Joseph Stiglitz
(1943 - )
Joseph Stiglitz was born on February 9, 1943,
in Gary, Indiana. From 1960 to 1963, he studied at Amherst College.
He went to MIT for his fourth year as an undergraduate, where he later
pursued graduate work. From 1965 to 1966, he studied at the University
of Chicago after receiving a Fulbright Fellowship. In subsequent years,
he taught at MIT and Yale. Stiglitz is currently a Professor at Columbia,
with appointments at the Business School and the School of International
and Public Affairs (SIPA), and is a co-editor of The Economists'
Voice journal.
In addition to making numerous influential contributions
to microeconomics, Stiglitz has played number of policy roles. He served
in the Clinton Administration as the chair of the President's Council
of Economic Advisors (1995–1997). At the World Bank, he served
as Senior Vice President and Chief Economist (1997–2000), in the
time when unprecedented protest against international economic organizations
started, most prominently with the Seattle WTO meeting of 1999. He is
best known for his critical views of globalization and international
institutions like the International Monetary Fund (IMF). In April 2001,
he had this to say about the IMF: “When a nation is down and out,
the IMF takes advantage and squeezes the last pound of blood out of
them. They turn up the heat until, finally, the whole cauldron blows
up. It has condemned people to death. They don't care if people live
or die. The policies undermine democracy...it's a little like the Middle
Ages or the Opium Wars."
Stiglitz was forced out of the World Bank by then
Treasury Secretary Lawrence Summers. In July 2000, Stiglitz founded
the Initiative for Policy Dialogue (IPD) to help developing countries
explore policy alternatives, and enable wider civic participation in
economic policymaking.
Stiglitz' most famous research was on screening, a
technique used by one economic agent to extract otherwise private information
from another. Stiglitz was awarded the Nobel
Prize for Economics in 2001 for this contribution to the theory
of information asymmetries that he shared with George Akerlof and A.
Michael Spence.
Along with his technical economic publications, Stiglitz
is the author of Whither Socialism, a non-mathematical book providing
an introduction to the theories behind economic socialism's failure
in Eastern Europe, the role of imperfect information in markets, and
misconceptions about how truly "free market" the free market
capitalist system is. In 2002, he wrote Globalization and Its Discontents,
where he asserts that the International Monetary Fund puts the interest
of "its largest shareholder," the United States, above those
of the poorer nations it was designed to serve. In 2003, Stiglitz published The Roaring Nineties, his analysis of the boom and bust of the
1990s.
Stiglitz’s Publications Include:
• Walsh, Carl & Stiglitz, Joseph. Economics. New
York : W.W. Norton & Company, (2002).
• Walsh, Carl & Stiglitz, Joseph. Principles in Macroeconomics.
New York : W.W. Norton & Company, (2002).
• Stiglitz, Joseph. Globalization and Its Discontents W. W. Norton & Company, (2002).
• Greenwald, Bruce & Stiglitz, Joseph. Towards a New
Paradigm in Monetary Politics. Cambrididge: Cambridge University
Press, (2003).
• Stiglitz, Joseph. The Roaring Nineties. Why We're Paying
the Price for the Greediest Decade in History Penguin, (2004).
The following press release
from the Royal Swedish Academy of Sciences
describes Stiglitz's work:
Many markets are characterized by asymmetric information: actors
on one side of the market have much better information than those on
the other. Borrowers know more than lenders about their repayment prospects,
managers and boards know more than shareholders about the firm's profitability,
and prospective clients know more than insurance companies about their
accident risk. During the 1970s, this year's Laureates laid the foundation
for a general theory of markets with asymmetric information. Applications
have been abundant, ranging from traditional agricultural markets to
modern financial markets. The Laureates' contributions form the core
of modern information economics.
Joseph Stiglitz clarified the opposite type of market
adjustment, where poorly informed agents extract information from the
better informed, such as the screening performed by insurance companies
dividing customers into risk classes by offering a menu of contracts
where higher deductibles can be exchanged for significantly lower premiums.
In a number of contributions about different markets, Stiglitz has shown
that asymmetric information can provide the key to understanding many
observed market phenomena, including unemployment and credit rationing.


* Problem details
From the entries below, count the lines holding the word "Descargar" and give nothing but the number.

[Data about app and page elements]
======
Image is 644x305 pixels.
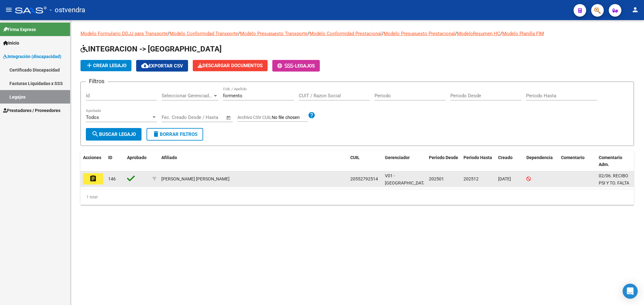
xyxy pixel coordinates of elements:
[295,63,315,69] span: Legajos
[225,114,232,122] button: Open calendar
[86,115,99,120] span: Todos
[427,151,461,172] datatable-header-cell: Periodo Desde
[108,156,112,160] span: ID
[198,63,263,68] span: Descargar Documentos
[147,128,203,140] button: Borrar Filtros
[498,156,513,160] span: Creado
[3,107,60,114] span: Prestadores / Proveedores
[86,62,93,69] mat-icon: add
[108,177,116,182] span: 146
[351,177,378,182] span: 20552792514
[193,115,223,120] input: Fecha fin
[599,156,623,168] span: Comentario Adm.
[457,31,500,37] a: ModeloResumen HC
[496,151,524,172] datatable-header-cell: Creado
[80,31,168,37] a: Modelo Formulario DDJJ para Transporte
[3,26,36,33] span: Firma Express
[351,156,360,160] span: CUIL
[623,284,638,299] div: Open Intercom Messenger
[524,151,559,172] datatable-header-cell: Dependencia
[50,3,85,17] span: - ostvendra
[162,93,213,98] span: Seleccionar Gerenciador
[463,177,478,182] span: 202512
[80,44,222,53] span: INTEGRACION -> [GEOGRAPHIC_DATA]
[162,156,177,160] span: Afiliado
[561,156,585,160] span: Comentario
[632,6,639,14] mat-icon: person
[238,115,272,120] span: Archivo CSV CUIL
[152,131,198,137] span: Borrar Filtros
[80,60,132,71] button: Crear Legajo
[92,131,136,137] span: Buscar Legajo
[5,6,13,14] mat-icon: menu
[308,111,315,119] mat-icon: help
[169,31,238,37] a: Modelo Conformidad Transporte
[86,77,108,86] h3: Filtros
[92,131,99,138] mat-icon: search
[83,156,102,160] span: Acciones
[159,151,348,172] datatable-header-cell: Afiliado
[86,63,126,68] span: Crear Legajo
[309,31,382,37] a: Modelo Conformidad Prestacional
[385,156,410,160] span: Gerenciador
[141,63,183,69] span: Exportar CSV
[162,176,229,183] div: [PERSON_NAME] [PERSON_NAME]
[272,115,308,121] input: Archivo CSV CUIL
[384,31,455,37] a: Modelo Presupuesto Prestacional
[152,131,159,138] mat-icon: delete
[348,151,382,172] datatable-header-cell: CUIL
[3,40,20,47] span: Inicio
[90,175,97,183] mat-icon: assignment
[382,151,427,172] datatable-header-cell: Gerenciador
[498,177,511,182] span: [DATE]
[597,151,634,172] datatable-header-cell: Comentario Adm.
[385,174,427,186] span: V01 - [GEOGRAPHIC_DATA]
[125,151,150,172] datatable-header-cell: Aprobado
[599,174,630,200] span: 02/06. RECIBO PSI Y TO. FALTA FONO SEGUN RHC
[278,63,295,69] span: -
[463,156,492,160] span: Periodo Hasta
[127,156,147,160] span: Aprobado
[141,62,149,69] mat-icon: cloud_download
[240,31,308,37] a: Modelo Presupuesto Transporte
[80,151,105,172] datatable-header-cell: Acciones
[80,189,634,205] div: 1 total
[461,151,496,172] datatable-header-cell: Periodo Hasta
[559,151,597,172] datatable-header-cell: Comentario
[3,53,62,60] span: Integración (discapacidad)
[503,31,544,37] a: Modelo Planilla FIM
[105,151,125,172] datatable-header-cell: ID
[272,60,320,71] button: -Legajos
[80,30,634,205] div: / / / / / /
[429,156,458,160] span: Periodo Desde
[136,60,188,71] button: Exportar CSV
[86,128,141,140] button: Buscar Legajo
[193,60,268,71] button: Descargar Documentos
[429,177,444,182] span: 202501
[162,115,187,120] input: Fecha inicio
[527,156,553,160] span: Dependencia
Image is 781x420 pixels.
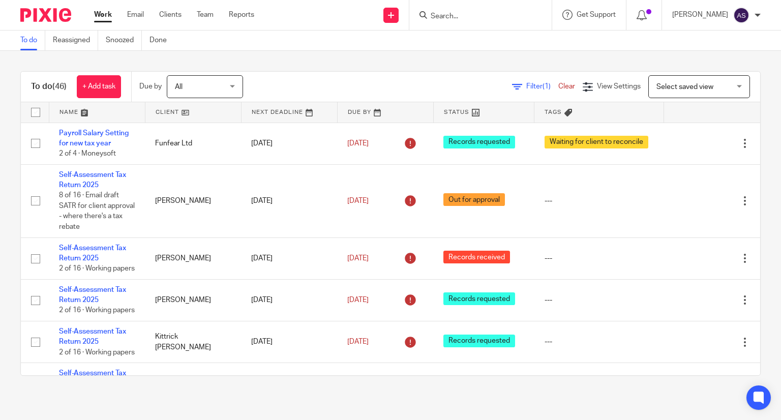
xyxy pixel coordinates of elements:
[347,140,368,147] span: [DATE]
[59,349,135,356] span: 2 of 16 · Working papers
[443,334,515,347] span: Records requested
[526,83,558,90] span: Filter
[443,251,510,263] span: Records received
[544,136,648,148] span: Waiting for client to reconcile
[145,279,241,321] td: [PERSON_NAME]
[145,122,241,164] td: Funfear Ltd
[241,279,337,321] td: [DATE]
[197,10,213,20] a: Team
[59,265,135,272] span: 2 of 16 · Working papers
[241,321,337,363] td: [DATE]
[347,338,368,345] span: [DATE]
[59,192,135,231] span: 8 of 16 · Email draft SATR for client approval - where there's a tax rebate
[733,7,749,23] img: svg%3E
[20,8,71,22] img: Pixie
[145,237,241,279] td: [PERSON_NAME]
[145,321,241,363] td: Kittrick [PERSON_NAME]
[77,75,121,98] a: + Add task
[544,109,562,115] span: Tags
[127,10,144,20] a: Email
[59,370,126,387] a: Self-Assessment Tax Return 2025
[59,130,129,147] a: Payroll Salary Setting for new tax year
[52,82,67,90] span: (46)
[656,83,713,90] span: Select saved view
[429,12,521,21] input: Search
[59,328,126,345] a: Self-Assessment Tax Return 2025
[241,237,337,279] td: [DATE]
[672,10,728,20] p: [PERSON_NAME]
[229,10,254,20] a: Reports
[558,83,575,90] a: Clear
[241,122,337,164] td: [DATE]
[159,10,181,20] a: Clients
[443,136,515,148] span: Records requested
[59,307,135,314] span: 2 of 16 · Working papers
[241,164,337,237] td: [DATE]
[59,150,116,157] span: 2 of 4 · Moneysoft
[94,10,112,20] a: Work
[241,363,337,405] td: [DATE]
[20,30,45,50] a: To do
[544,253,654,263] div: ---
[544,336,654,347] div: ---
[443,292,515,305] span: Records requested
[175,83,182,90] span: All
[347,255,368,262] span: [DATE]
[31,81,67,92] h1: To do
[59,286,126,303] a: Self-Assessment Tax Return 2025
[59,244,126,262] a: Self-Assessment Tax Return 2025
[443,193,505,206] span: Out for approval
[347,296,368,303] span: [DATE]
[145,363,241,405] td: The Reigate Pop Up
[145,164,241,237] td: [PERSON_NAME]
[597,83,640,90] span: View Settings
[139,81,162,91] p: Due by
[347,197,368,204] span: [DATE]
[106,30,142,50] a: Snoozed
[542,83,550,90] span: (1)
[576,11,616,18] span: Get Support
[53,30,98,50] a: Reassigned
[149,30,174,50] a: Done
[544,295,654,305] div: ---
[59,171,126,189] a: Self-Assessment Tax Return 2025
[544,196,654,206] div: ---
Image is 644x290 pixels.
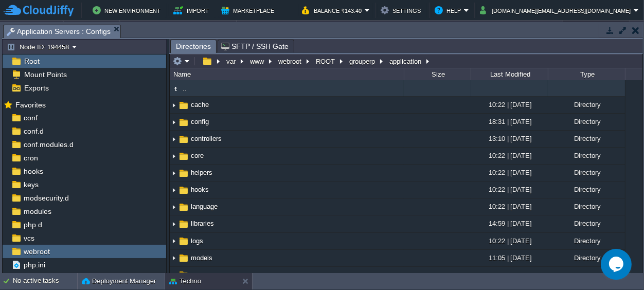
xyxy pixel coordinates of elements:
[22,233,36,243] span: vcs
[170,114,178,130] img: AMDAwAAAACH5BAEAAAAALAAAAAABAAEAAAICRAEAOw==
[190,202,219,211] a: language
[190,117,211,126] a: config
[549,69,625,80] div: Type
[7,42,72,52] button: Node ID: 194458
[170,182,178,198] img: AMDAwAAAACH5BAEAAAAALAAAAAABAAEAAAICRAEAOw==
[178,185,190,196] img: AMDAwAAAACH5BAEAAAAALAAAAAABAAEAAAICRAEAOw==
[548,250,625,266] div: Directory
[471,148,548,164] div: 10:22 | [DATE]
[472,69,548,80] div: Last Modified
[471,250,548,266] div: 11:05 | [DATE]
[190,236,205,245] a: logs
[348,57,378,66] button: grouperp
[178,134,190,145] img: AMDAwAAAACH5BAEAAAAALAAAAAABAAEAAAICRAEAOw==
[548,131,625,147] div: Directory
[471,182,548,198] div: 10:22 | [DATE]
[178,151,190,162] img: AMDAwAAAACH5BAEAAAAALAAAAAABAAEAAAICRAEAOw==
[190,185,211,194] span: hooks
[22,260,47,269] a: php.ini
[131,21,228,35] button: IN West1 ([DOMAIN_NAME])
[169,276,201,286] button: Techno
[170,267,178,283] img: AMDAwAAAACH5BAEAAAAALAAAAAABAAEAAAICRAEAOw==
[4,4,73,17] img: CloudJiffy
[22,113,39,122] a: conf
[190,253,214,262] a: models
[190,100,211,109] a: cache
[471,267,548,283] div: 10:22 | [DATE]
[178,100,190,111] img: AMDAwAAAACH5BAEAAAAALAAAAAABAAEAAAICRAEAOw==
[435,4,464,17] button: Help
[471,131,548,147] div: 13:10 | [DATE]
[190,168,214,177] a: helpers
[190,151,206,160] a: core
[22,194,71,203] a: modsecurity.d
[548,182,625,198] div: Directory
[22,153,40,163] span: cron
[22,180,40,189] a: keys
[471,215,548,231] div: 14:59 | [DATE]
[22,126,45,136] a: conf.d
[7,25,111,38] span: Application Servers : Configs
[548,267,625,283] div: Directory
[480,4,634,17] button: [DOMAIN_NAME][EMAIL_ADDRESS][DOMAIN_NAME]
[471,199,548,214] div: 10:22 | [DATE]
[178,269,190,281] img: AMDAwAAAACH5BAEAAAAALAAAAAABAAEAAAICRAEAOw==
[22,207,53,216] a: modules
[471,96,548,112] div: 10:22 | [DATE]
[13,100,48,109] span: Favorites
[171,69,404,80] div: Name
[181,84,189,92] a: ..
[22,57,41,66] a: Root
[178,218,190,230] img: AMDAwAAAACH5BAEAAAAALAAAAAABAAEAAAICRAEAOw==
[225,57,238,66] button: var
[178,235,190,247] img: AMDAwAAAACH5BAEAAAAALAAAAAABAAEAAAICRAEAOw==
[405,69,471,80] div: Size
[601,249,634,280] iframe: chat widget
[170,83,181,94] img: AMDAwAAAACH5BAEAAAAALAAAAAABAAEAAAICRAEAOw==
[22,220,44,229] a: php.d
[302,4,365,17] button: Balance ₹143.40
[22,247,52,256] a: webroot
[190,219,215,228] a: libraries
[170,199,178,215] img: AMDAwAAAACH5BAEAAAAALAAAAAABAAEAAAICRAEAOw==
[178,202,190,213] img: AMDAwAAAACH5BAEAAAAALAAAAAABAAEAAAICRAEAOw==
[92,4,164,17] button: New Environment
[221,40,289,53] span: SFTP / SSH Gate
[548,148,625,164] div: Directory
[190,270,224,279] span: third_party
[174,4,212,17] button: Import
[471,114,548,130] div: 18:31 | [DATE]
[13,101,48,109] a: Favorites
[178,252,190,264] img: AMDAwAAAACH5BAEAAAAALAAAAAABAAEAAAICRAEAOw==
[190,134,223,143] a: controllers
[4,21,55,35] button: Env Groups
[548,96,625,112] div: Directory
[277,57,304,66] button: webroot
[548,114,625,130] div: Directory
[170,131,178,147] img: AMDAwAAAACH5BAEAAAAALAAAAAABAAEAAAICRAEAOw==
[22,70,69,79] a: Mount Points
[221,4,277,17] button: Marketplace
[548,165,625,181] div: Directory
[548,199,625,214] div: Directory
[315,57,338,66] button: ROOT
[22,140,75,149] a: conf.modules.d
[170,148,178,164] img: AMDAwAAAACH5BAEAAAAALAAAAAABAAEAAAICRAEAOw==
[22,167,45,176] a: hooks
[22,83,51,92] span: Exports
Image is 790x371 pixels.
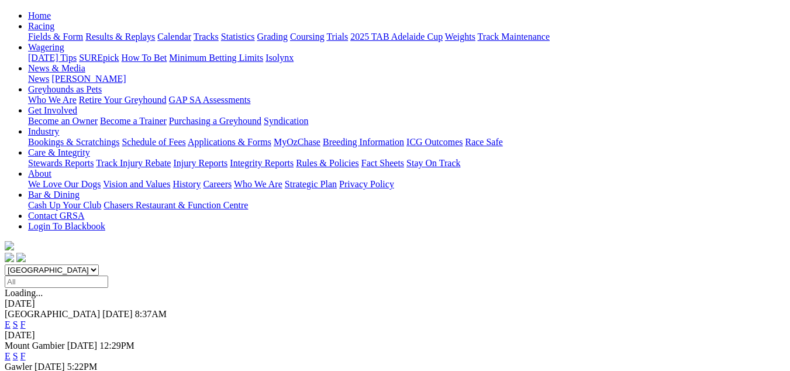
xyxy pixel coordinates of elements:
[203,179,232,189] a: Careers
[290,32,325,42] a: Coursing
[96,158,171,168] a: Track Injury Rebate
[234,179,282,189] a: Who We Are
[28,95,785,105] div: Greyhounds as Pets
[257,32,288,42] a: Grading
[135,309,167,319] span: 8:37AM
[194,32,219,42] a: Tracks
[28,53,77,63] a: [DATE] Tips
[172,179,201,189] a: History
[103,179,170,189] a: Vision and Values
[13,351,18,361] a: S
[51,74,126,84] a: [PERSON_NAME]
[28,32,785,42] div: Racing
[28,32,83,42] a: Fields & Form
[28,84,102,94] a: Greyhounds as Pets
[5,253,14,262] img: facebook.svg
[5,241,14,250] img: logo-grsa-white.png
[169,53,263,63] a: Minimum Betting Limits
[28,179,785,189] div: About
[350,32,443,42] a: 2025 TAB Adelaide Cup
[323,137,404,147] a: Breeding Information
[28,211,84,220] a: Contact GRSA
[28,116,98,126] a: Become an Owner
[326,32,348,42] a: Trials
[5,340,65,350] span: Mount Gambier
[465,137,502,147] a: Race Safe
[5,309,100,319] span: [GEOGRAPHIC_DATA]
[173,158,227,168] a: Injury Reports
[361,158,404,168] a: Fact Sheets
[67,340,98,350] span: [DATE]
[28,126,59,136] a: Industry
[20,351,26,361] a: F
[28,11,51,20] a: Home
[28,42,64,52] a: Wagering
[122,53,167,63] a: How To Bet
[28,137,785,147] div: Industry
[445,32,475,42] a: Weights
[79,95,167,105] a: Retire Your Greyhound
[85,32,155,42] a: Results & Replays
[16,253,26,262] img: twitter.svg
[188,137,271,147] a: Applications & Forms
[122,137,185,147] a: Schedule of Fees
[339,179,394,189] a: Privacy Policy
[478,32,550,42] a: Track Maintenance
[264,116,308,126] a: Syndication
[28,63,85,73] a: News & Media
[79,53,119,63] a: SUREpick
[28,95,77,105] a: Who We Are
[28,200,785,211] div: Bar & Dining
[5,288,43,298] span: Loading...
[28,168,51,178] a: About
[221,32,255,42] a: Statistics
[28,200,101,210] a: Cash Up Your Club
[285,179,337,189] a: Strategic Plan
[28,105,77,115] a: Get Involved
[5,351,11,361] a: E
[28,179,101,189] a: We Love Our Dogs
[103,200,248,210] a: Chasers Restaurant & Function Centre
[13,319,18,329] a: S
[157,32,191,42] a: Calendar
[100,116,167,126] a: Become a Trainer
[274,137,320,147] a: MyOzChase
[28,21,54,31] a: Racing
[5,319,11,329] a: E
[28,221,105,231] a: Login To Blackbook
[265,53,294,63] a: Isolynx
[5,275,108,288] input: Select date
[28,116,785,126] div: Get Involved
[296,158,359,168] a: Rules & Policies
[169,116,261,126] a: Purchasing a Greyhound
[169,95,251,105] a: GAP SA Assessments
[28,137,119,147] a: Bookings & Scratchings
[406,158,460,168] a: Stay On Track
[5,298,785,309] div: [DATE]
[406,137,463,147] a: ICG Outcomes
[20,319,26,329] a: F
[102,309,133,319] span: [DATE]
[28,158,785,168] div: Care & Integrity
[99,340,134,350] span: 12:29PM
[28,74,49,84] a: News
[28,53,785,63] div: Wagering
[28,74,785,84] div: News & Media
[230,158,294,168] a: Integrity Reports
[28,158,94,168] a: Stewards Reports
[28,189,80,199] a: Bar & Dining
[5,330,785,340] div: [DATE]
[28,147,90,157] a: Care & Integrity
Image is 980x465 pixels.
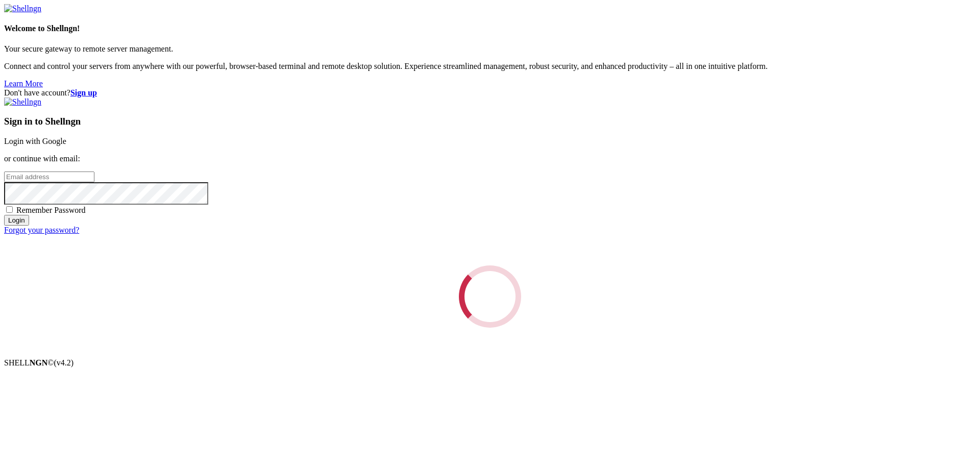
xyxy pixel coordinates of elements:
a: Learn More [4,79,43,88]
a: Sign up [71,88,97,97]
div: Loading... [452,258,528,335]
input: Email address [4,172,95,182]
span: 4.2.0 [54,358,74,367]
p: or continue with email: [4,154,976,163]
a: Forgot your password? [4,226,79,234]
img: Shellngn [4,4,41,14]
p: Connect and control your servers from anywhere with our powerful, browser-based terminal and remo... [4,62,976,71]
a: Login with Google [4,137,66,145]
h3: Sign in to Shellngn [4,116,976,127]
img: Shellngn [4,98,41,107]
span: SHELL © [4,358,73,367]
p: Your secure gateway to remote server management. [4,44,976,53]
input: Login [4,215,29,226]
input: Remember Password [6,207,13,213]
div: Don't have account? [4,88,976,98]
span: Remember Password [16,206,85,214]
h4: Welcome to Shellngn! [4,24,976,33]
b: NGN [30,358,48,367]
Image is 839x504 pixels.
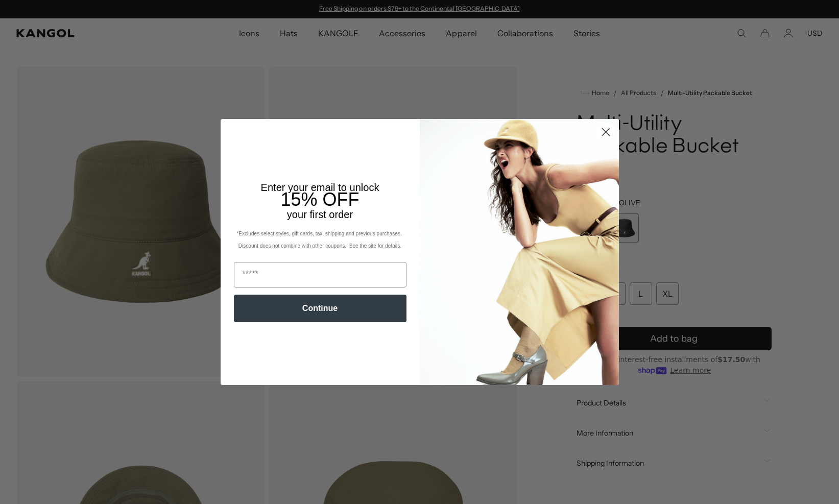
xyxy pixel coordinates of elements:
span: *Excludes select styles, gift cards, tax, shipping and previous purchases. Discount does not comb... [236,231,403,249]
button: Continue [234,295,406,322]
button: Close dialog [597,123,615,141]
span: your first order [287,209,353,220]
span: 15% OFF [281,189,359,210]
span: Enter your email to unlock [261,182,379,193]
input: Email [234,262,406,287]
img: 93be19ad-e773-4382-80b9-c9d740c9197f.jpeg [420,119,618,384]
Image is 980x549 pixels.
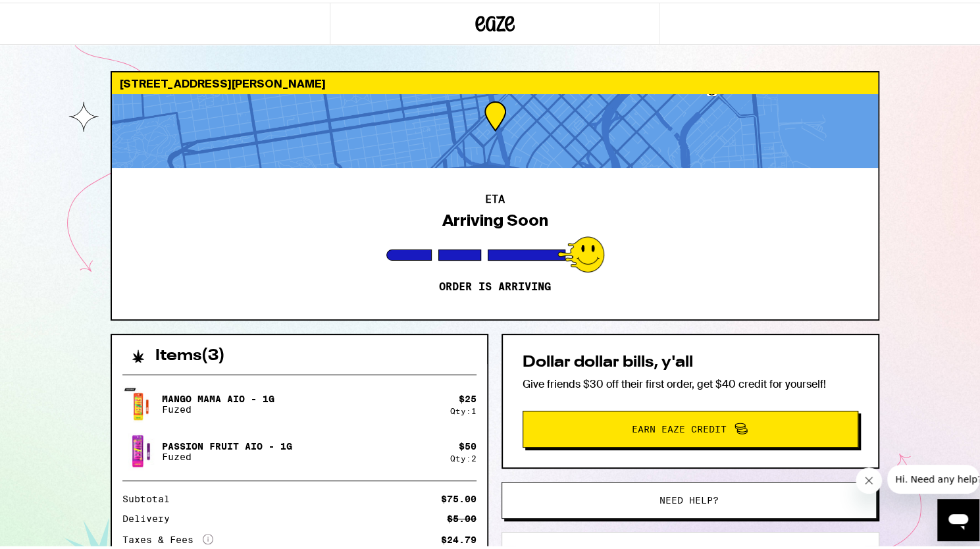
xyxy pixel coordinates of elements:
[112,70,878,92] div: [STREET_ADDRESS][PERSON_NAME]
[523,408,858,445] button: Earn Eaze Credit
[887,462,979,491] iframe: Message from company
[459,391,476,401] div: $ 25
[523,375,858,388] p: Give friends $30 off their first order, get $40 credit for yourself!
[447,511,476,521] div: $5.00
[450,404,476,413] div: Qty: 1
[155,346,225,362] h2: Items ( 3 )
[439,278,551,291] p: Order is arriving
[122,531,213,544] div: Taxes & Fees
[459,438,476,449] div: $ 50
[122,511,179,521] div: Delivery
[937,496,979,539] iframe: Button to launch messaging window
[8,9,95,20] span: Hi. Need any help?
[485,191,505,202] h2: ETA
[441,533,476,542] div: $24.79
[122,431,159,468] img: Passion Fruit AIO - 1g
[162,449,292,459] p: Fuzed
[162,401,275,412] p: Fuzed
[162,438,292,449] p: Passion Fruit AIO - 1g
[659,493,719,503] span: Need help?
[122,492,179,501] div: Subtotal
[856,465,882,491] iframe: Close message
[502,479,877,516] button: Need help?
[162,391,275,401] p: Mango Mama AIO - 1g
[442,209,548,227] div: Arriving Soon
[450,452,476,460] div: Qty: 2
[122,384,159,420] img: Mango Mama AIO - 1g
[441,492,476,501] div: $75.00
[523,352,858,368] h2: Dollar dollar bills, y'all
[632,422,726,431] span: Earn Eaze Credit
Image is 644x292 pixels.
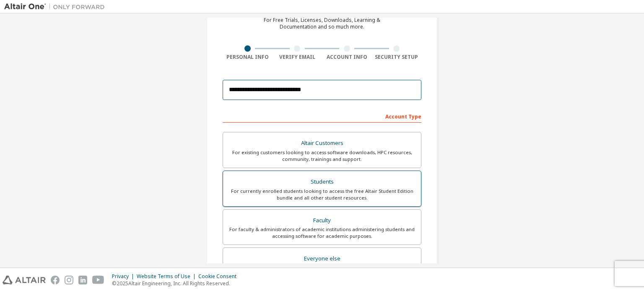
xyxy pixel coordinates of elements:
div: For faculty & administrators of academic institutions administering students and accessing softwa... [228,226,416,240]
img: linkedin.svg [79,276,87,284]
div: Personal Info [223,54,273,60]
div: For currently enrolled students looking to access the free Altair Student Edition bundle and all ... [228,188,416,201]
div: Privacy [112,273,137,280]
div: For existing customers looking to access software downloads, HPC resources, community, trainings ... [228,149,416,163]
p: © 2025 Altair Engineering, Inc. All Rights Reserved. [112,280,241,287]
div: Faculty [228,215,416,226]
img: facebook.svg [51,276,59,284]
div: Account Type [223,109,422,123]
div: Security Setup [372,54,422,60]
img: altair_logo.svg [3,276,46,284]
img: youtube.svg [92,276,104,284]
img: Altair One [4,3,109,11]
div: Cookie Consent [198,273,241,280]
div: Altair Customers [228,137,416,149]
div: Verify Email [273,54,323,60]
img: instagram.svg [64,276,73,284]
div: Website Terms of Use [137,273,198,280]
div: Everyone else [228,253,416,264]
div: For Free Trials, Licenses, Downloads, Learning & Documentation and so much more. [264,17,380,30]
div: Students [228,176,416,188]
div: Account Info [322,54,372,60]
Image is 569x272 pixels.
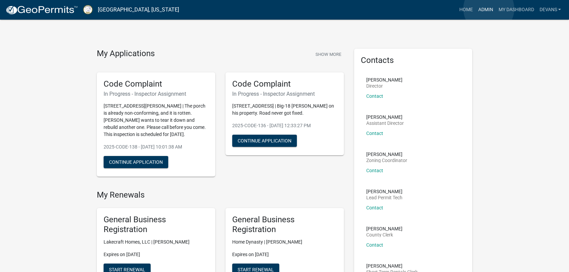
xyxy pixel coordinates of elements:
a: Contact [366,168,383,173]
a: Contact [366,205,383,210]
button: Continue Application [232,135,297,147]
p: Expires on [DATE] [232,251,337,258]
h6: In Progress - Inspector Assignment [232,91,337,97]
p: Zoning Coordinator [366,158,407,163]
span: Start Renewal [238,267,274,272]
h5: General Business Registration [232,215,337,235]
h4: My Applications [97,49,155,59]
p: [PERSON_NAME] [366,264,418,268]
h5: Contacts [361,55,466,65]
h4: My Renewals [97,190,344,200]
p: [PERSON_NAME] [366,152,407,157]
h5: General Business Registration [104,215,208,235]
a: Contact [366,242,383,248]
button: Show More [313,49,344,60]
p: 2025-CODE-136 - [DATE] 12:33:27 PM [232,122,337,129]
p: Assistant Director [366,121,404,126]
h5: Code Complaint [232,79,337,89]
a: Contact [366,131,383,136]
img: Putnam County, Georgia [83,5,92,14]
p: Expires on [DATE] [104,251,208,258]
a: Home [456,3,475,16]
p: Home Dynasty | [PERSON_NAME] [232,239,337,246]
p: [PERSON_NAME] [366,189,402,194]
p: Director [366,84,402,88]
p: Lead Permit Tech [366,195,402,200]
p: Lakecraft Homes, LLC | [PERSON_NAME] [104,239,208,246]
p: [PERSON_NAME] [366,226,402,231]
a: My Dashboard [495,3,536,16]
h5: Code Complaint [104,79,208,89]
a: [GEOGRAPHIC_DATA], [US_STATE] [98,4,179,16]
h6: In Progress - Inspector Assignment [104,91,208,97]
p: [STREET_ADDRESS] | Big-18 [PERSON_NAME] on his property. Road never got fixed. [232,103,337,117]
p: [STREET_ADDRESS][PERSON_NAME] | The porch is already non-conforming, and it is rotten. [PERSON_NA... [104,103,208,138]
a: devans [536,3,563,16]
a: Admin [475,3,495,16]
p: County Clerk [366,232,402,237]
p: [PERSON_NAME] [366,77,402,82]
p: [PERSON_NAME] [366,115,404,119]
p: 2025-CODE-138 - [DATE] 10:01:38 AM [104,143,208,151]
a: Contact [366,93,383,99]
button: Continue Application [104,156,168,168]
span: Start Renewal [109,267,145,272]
======
* Response to the exercise
2